My longstanding theory of breakfast foods hearkens back to centuries past.
Even in the early 20th century, few Americans, for example, didn’t have anything akin to our stoves. They would’ve had a hearth or maybe a Franklin stove, which might have been banked in the winter, but would have been uncomfortable and wasteful to run overnight for most of the year. Cooking had to be minimal.
Breakfast traditions in the US probably owe more to rural traditions than urban (the majority of the US propulation was rural until the middle of the 20th century). Breakfast occupies a different place in the farmer’s life than for urbanites. Farmers were often up before dawn, and only ate breakfast after a few hours of morning: the cows were milked, eggs gathered, and the animals were fed before the farmer was. Even lunch in many countries is still traditionally a ‘cold meal’ like the “ploughman’s lunch” eaten by farmers in the field, workers in factories, etc.
Many “traditional breakfast foods,” may be traditional, but weren’t eaten hot (as we like to imagine today -but how many of us don’t bother heating our poptarts or danishes as we rush out the door?) A fire was not lit every day, and for much of the year, the cooking fire might have been outside. Food for all meals was often cooked for days in advance (e.g. breads, stews, roasts, etc.).
eggs: fresh or unrefrigerated in a waterglass (sodium silicate) solution, were considered bacterially sterile self-storing foods until a few cases of chicken ovaray salmonella were seen in the 1980s. Most are still safe - especially since cold hard boiled eggs were the most common breakfast form in he past
bacon: sugar-, salt-, smoke- and dry curing were preservative methods. Bacon can also be cooked in advance
ham: like above, but eaten raw more often than bacon
sausage: a preservation method. Today’s breakfast sausages are raw, but the old types were precooked or preserved, like deli meats or cold cuts
oatmeal, porridge, grits, etc.: often eaten hot today, but more often prepared in advance and eaten cold in the past
pancakes, griddlecakes, etc.: flour or meal, water, maybe eggs, cooked quickly; also suitable for eating cold
cereals: (muesli, granola, toasted grains) prepared in advance
fruit: I’m not going to explain this; too many puns
milk: ditoo - really really horrendous jokes being repressed here
orange juice: NOT traditional:a deliberately orchestrated campaign by Florida orange growers after WWII. Impractical without trucking/refrigeration
pizza and chinese take out: What? That’s what I prefer!
biscuits, bread, etc.: the last routine baker of fresh biscuits for breakfast, a Ms. Martha Stewart, was recently jailed for fraud, ending the practice. Seriously, these were always typically prepared in advance.
You get the idea. We now eat (or imagine that others eat) foods descended from the traditional breakfast foods of yore, but not served the same way. The “hot breakfast” was probably never the rule, even in the brief era between the modernization of the kitchen, and the two-income family.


• [What is required]
Word-for-word repetition of the records below is needed, but only from the line holding "What data populates" through the final line, with pictures excluded.

--- Supplied records Enclosed Below ---

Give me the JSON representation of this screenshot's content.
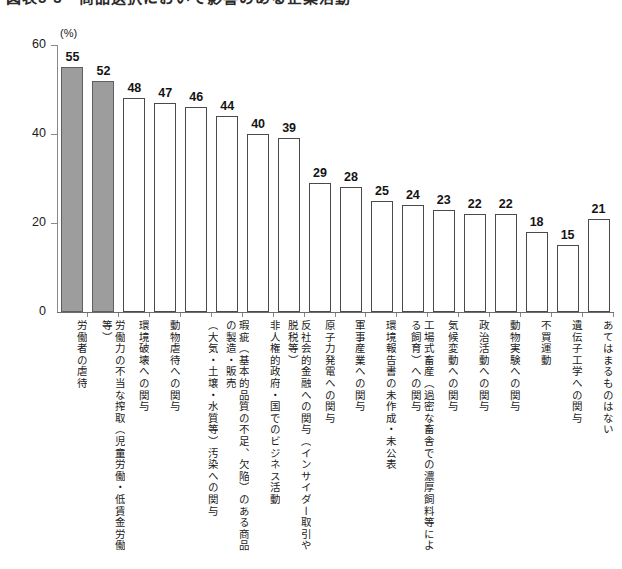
{
  "title": {
    "text": "図表5-3　商品選択において影響のある企業活動",
    "cropped": true
  },
  "chart_data": {
    "type": "bar",
    "title": "図表5-3　商品選択において影響のある企業活動",
    "xlabel": "",
    "ylabel": "",
    "unit_label": "(%)",
    "ylim": [
      0,
      60
    ],
    "yticks": [
      0,
      20,
      40,
      60
    ],
    "ytick_labels": [
      "0",
      "20",
      "40",
      "60"
    ],
    "grid": false,
    "legend": "none",
    "highlight_color": "#9d9d9d",
    "bar_outline_color": "#4a4a4a",
    "axis_color": "#8a8a8a",
    "categories": [
      "労働者の虐待",
      "労働力の不当な搾取（児童労働・低賃金労働等）",
      "環境破壊への関与",
      "動物虐待への関与",
      "（大気・土壌・水質等）汚染への関与",
      "瑕疵（基本的品質の不足、欠陥）のある商品の製造・販売",
      "非人権的政府・国でのビジネス活動",
      "反社会的金融への関与（インサイダー取引や脱税等）",
      "原子力発電への関与",
      "軍事産業への関与",
      "環境報告書の未作成・未公表",
      "工場式畜産（過密な畜舎での濃厚飼料等による飼育）への関与",
      "気候変動への関与",
      "政治活動への関与",
      "動物実験への関与",
      "不買運動",
      "遺伝子工学への関与",
      "あてはまるものはない"
    ],
    "values": [
      55,
      52,
      48,
      47,
      46,
      44,
      40,
      39,
      29,
      28,
      25,
      24,
      23,
      22,
      22,
      18,
      15,
      21
    ],
    "highlighted": [
      true,
      true,
      false,
      false,
      false,
      false,
      false,
      false,
      false,
      false,
      false,
      false,
      false,
      false,
      false,
      false,
      false,
      false
    ]
  }
}
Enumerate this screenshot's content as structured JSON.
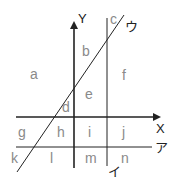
{
  "diagram": {
    "axes": {
      "x_label": "X",
      "y_label": "Y"
    },
    "lines": {
      "horizontal_line_label": "ア",
      "vertical_line_label": "イ",
      "diagonal_line_label": "ウ"
    },
    "regions": {
      "a": "a",
      "b": "b",
      "c": "c",
      "d": "d",
      "e": "e",
      "f": "f",
      "g": "g",
      "h": "h",
      "i": "i",
      "j": "j",
      "k": "k",
      "l": "l",
      "m": "m",
      "n": "n"
    },
    "colors": {
      "lines": "#222222",
      "region_labels": "#8a8a8a"
    }
  }
}
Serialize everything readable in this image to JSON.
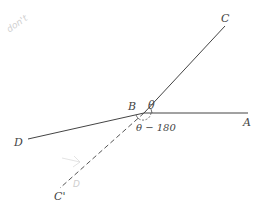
{
  "diagram": {
    "points": {
      "A": {
        "label": "A"
      },
      "B": {
        "label": "B"
      },
      "C": {
        "label": "C"
      },
      "C_prime": {
        "label": "C'"
      },
      "D": {
        "label": "D"
      }
    },
    "angles": {
      "theta": "θ",
      "theta_minus_180": "θ − 180"
    },
    "handwritten": {
      "top_left_watermark": "don't",
      "near_c_prime": "D"
    },
    "colors": {
      "line": "#444444",
      "dashed": "#555555",
      "handwriting": "#cfcfcf"
    }
  }
}
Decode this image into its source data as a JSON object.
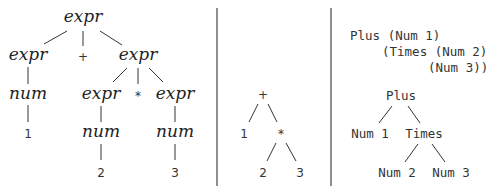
{
  "panels": {
    "parse_tree": {
      "root": "expr",
      "level1": [
        "expr",
        "+",
        "expr"
      ],
      "left_num": "num",
      "left_leaf": "1",
      "level2": [
        "expr",
        "*",
        "expr"
      ],
      "level2_nums": [
        "num",
        "num"
      ],
      "level2_leaves": [
        "2",
        "3"
      ]
    },
    "syntax_tree": {
      "root": "+",
      "left": "1",
      "op": "*",
      "leaves": [
        "2",
        "3"
      ]
    },
    "haskell_ast": {
      "code_lines": [
        "Plus (Num 1)",
        "(Times (Num 2)",
        "(Num 3))"
      ],
      "tree_root": "Plus",
      "tree_left": "Num 1",
      "tree_right": "Times",
      "tree_leaves": [
        "Num 2",
        "Num 3"
      ]
    }
  }
}
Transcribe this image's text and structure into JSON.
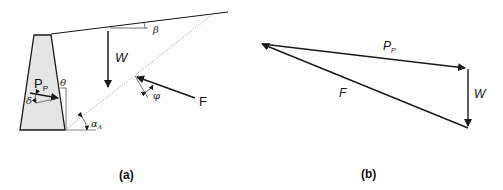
{
  "panel_a": {
    "caption": "(a)",
    "labels": {
      "beta": "β",
      "weight": "W",
      "theta": "θ",
      "passive_force_main": "P",
      "passive_force_sub": "P",
      "delta": "δ",
      "phi": "φ",
      "resultant": "F",
      "alpha_main": "α",
      "alpha_sub": "A"
    }
  },
  "panel_b": {
    "caption": "(b)",
    "labels": {
      "passive_force_main": "P",
      "passive_force_sub": "P",
      "weight": "W",
      "resultant": "F"
    }
  },
  "colors": {
    "wall_fill": "#e6e6e6",
    "line": "#1a1a1a",
    "dotted_plane": "#9a9a9a"
  }
}
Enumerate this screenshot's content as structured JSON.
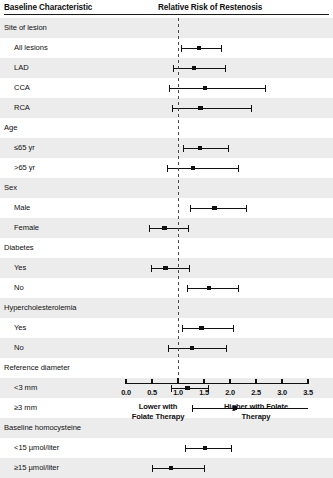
{
  "header": {
    "left_title": "Baseline Characteristic",
    "right_title": "Relative Risk of Restenosis"
  },
  "axis": {
    "ticks": [
      "0.0",
      "0.5",
      "1.0",
      "1.5",
      "2.0",
      "2.5",
      "3.0",
      "3.5"
    ],
    "caption_left": "Lower with\nFolate Therapy",
    "caption_left_line1": "Lower with",
    "caption_left_line2": "Folate Therapy",
    "caption_right_line1": "Higher with Folate",
    "caption_right_line2": "Therapy"
  },
  "rows": [
    {
      "label": "Site of lesion",
      "type": "group"
    },
    {
      "label": "All lesions",
      "type": "item"
    },
    {
      "label": "LAD",
      "type": "item"
    },
    {
      "label": "CCA",
      "type": "item"
    },
    {
      "label": "RCA",
      "type": "item"
    },
    {
      "label": "Age",
      "type": "group"
    },
    {
      "label": "≤65 yr",
      "type": "item"
    },
    {
      "label": ">65 yr",
      "type": "item"
    },
    {
      "label": "Sex",
      "type": "group"
    },
    {
      "label": "Male",
      "type": "item"
    },
    {
      "label": "Female",
      "type": "item"
    },
    {
      "label": "Diabetes",
      "type": "group"
    },
    {
      "label": "Yes",
      "type": "item"
    },
    {
      "label": "No",
      "type": "item"
    },
    {
      "label": "Hypercholesterolemia",
      "type": "group"
    },
    {
      "label": "Yes",
      "type": "item"
    },
    {
      "label": "No",
      "type": "item"
    },
    {
      "label": "Reference diameter",
      "type": "group"
    },
    {
      "label": "<3 mm",
      "type": "item"
    },
    {
      "label": "≥3 mm",
      "type": "item"
    },
    {
      "label": "Baseline homocysteine",
      "type": "group"
    },
    {
      "label": "<15 µmol/liter",
      "type": "item"
    },
    {
      "label": "≥15 µmol/liter",
      "type": "item"
    }
  ],
  "chart_data": {
    "type": "forest",
    "title": "Relative Risk of Restenosis",
    "xlabel": "Relative Risk of Restenosis",
    "ylabel": "Baseline Characteristic",
    "xlim": [
      0.0,
      3.5
    ],
    "xticks": [
      0.0,
      0.5,
      1.0,
      1.5,
      2.0,
      2.5,
      3.0,
      3.5
    ],
    "reference_line": 1.0,
    "grid": false,
    "legend": "none",
    "annotations": [
      "Lower with Folate Therapy",
      "Higher with Folate Therapy"
    ],
    "groups": [
      {
        "name": "Site of lesion",
        "entries": [
          {
            "label": "All lesions",
            "rr": 1.4,
            "ci_low": 1.05,
            "ci_high": 1.82,
            "clipped_high": false
          },
          {
            "label": "LAD",
            "rr": 1.31,
            "ci_low": 0.91,
            "ci_high": 1.91,
            "clipped_high": false
          },
          {
            "label": "CCA",
            "rr": 1.52,
            "ci_low": 0.83,
            "ci_high": 2.67,
            "clipped_high": false
          },
          {
            "label": "RCA",
            "rr": 1.43,
            "ci_low": 0.88,
            "ci_high": 2.4,
            "clipped_high": false
          }
        ]
      },
      {
        "name": "Age",
        "entries": [
          {
            "label": "≤65 yr",
            "rr": 1.42,
            "ci_low": 1.1,
            "ci_high": 1.97,
            "clipped_high": false
          },
          {
            "label": ">65 yr",
            "rr": 1.29,
            "ci_low": 0.78,
            "ci_high": 2.15,
            "clipped_high": false
          }
        ]
      },
      {
        "name": "Sex",
        "entries": [
          {
            "label": "Male",
            "rr": 1.7,
            "ci_low": 1.24,
            "ci_high": 2.31,
            "clipped_high": false
          },
          {
            "label": "Female",
            "rr": 0.74,
            "ci_low": 0.45,
            "ci_high": 1.2,
            "clipped_high": false
          }
        ]
      },
      {
        "name": "Diabetes",
        "entries": [
          {
            "label": "Yes",
            "rr": 0.76,
            "ci_low": 0.49,
            "ci_high": 1.21,
            "clipped_high": false
          },
          {
            "label": "No",
            "rr": 1.6,
            "ci_low": 1.17,
            "ci_high": 2.16,
            "clipped_high": false
          }
        ]
      },
      {
        "name": "Hypercholesterolemia",
        "entries": [
          {
            "label": "Yes",
            "rr": 1.45,
            "ci_low": 1.08,
            "ci_high": 2.05,
            "clipped_high": false
          },
          {
            "label": "No",
            "rr": 1.27,
            "ci_low": 0.81,
            "ci_high": 1.92,
            "clipped_high": false
          }
        ]
      },
      {
        "name": "Reference diameter",
        "entries": [
          {
            "label": "<3 mm",
            "rr": 1.18,
            "ci_low": 0.87,
            "ci_high": 1.58,
            "clipped_high": false
          },
          {
            "label": "≥3 mm",
            "rr": 2.1,
            "ci_low": 1.26,
            "ci_high": 3.5,
            "clipped_high": true
          }
        ]
      },
      {
        "name": "Baseline homocysteine",
        "entries": [
          {
            "label": "<15 µmol/liter",
            "rr": 1.52,
            "ci_low": 1.14,
            "ci_high": 2.02,
            "clipped_high": false
          },
          {
            "label": "≥15 µmol/liter",
            "rr": 0.87,
            "ci_low": 0.5,
            "ci_high": 1.5,
            "clipped_high": false
          }
        ]
      }
    ]
  }
}
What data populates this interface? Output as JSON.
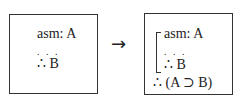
{
  "left_box": {
    "lines": [
      "asm: A",
      ". . .",
      "∴ B"
    ]
  },
  "arrow": "→",
  "right_box": {
    "subproof_lines": [
      "asm: A",
      ". . .",
      "∴ B"
    ],
    "conclusion": "∴ (A ⊃ B)"
  }
}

--- End of Enclosed Supplied records ---

• [Written answer]
What data populates this interface? Output as JSON.
{
  "left_box": {
    "lines": [
      "asm: A",
      ". . .",
      "∴ B"
    ]
  },
  "arrow": "→",
  "right_box": {
    "subproof_lines": [
      "asm: A",
      ". . .",
      "∴ B"
    ],
    "conclusion": "∴ (A ⊃ B)"
  }
}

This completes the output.